Work order - Would it be possible to write out each entry below exactly, without the pictures?

Information -

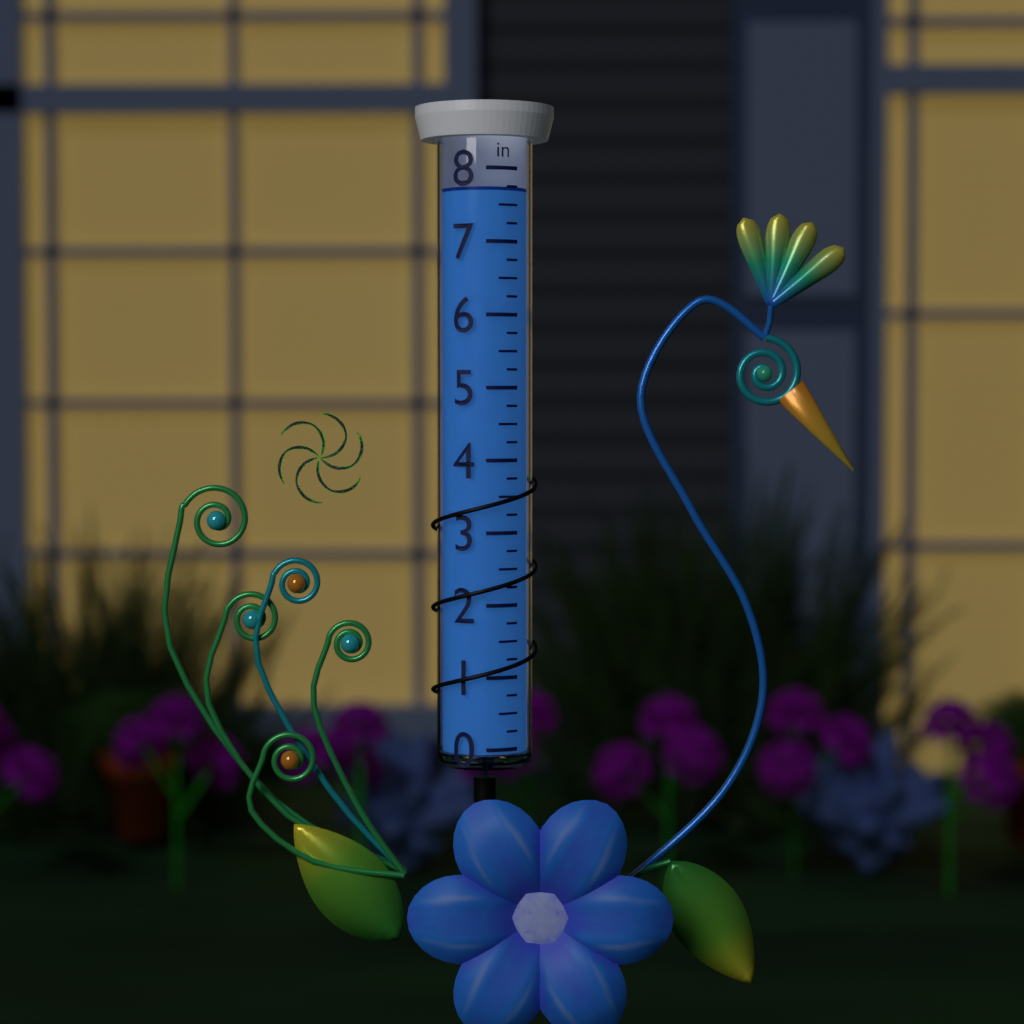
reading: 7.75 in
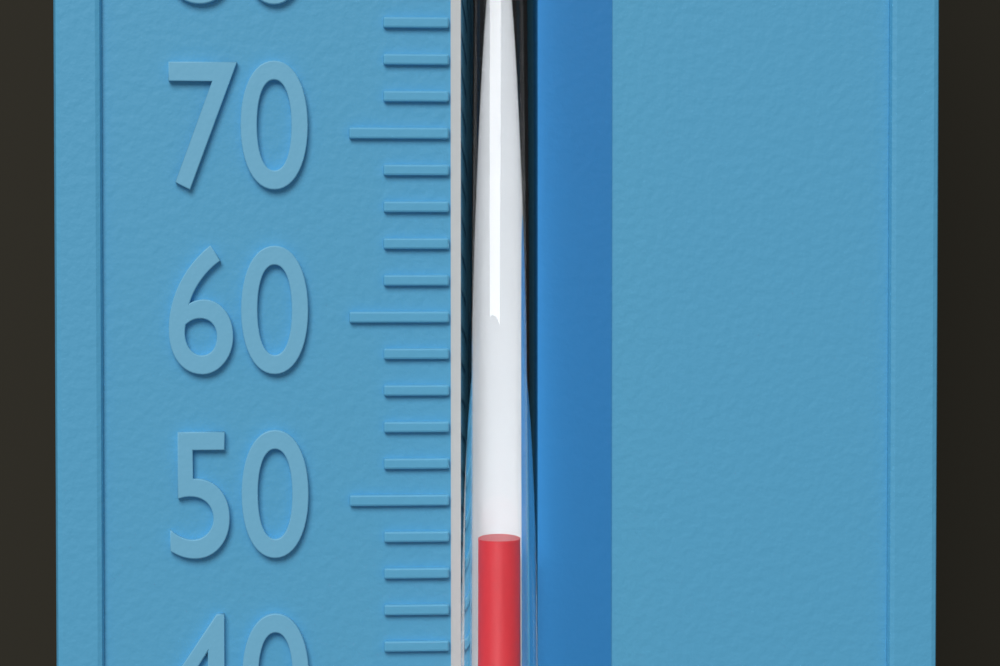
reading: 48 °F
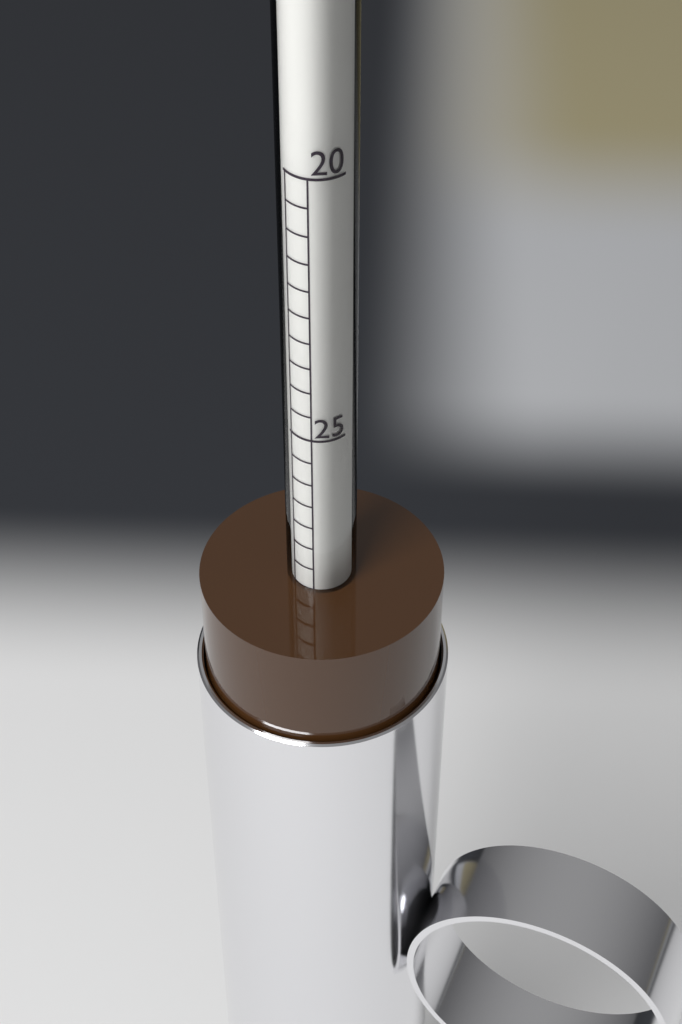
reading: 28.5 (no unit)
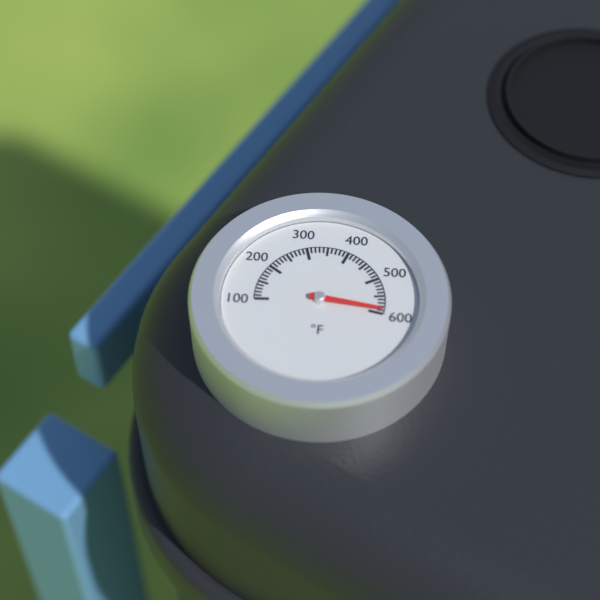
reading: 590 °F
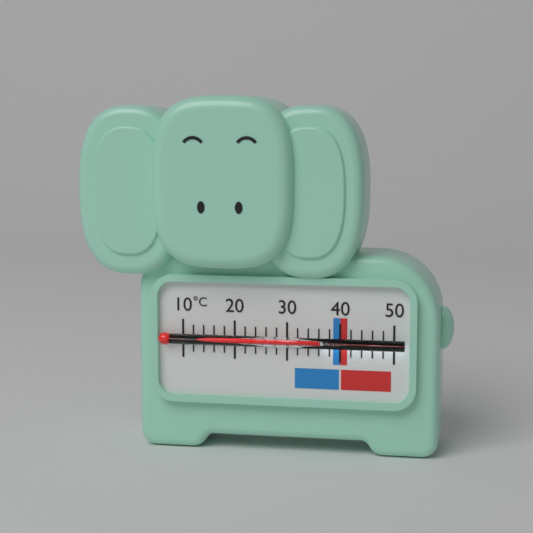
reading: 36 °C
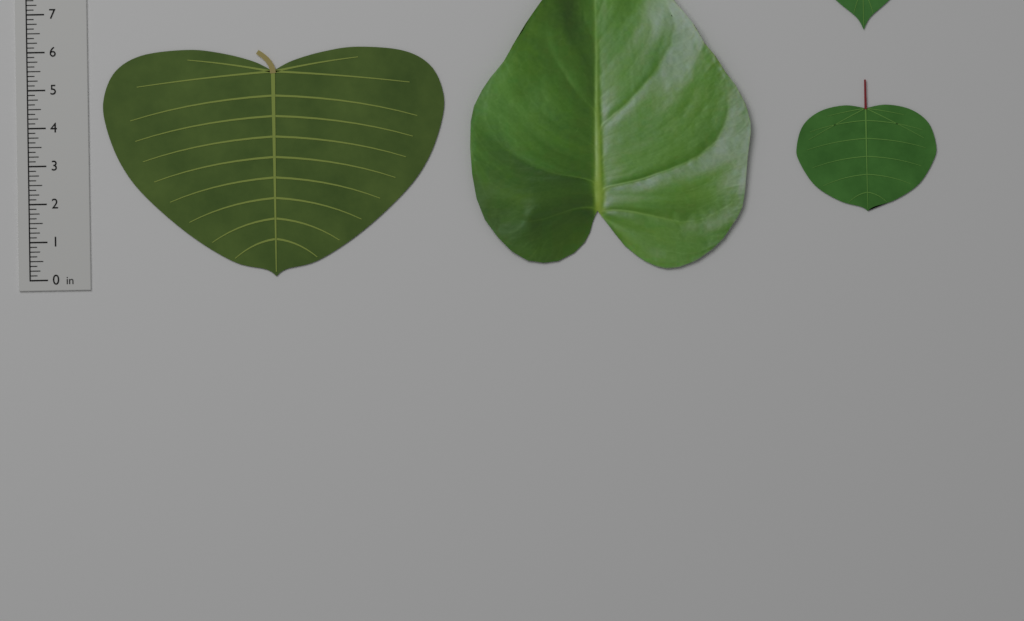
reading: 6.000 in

Response box -
reading: 7.75 in
reading: 48 °F
reading: 28.5 (no unit)
reading: 590 °F
reading: 36 °C
reading: 6.000 in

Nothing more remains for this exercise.